• **Brief**
Leaving out the pictures, reproduce each record exactly and in full.

• **Records for this task**
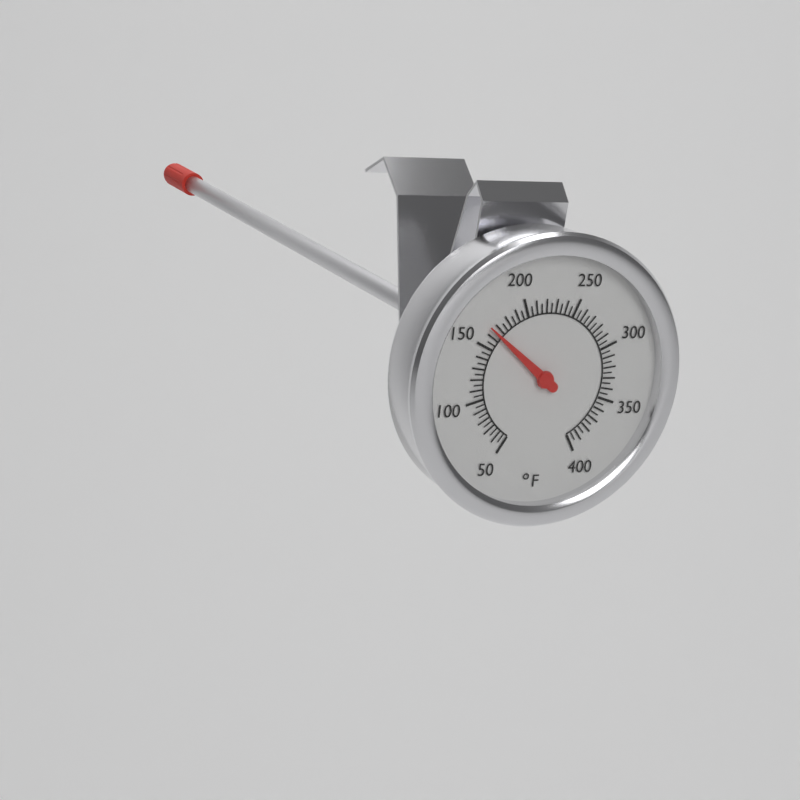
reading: 165 °F
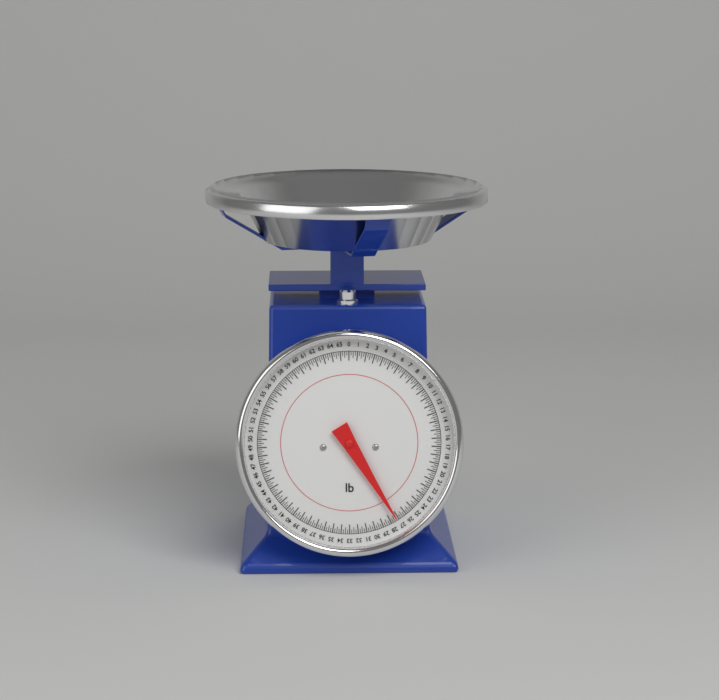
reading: 27.25 lb
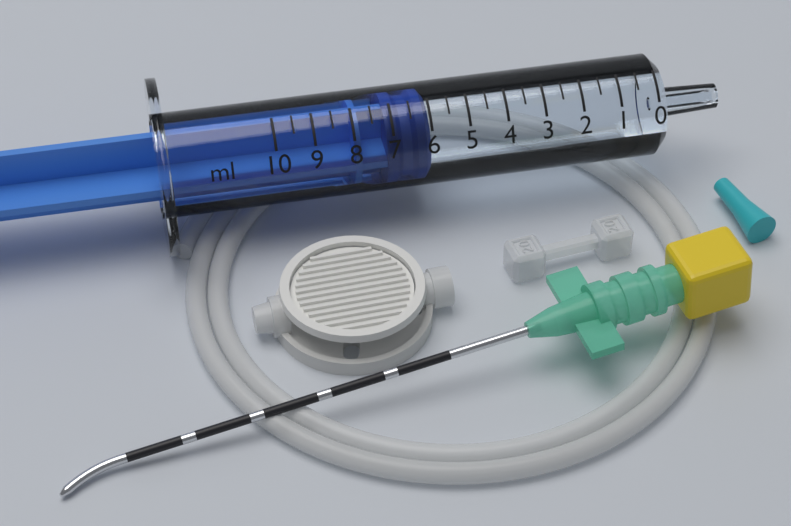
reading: 6.0 ml
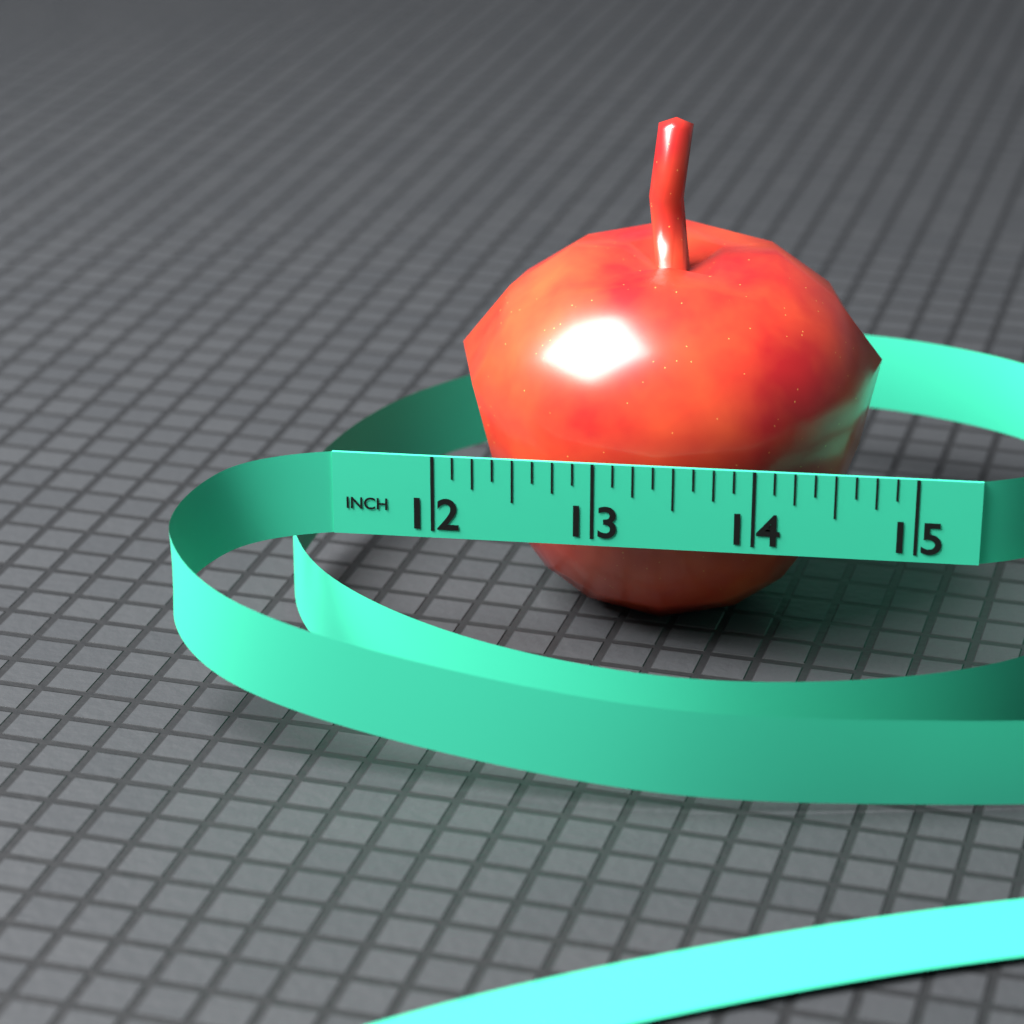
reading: 14.750 in
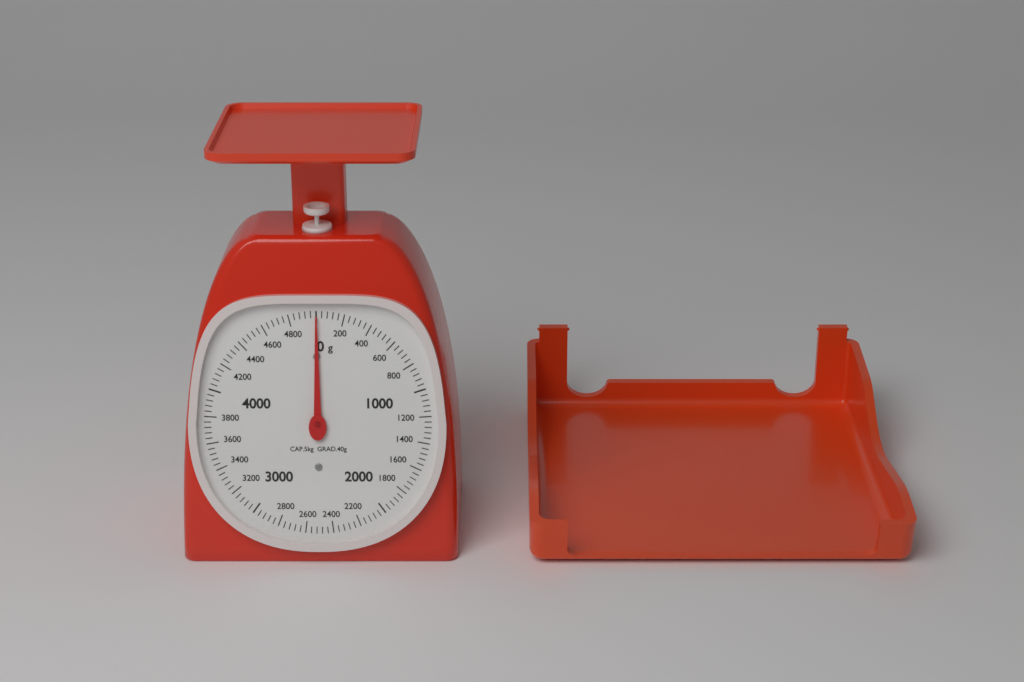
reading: 0 g
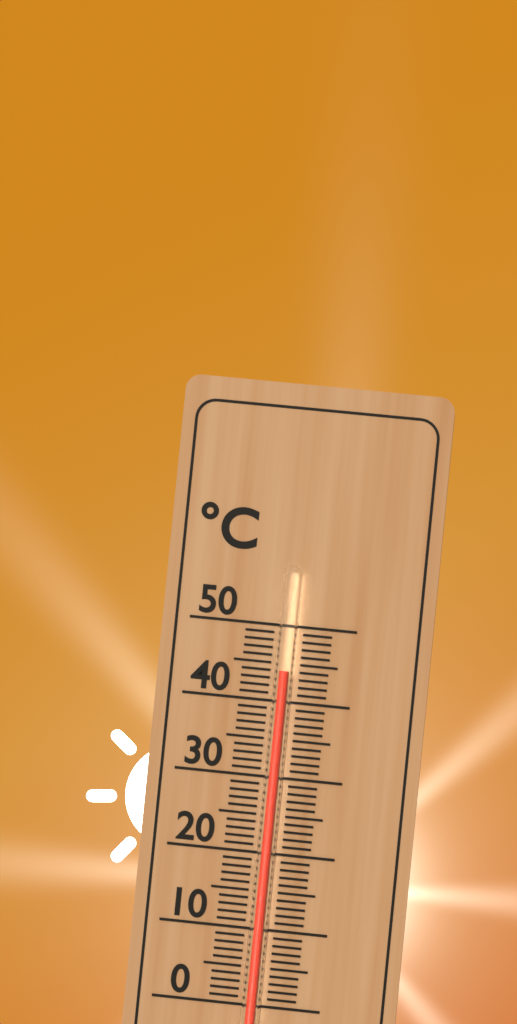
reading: 44 °C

• **Solution for this exercise**
reading: 165 °F
reading: 27.25 lb
reading: 6.0 ml
reading: 14.750 in
reading: 0 g
reading: 44 °C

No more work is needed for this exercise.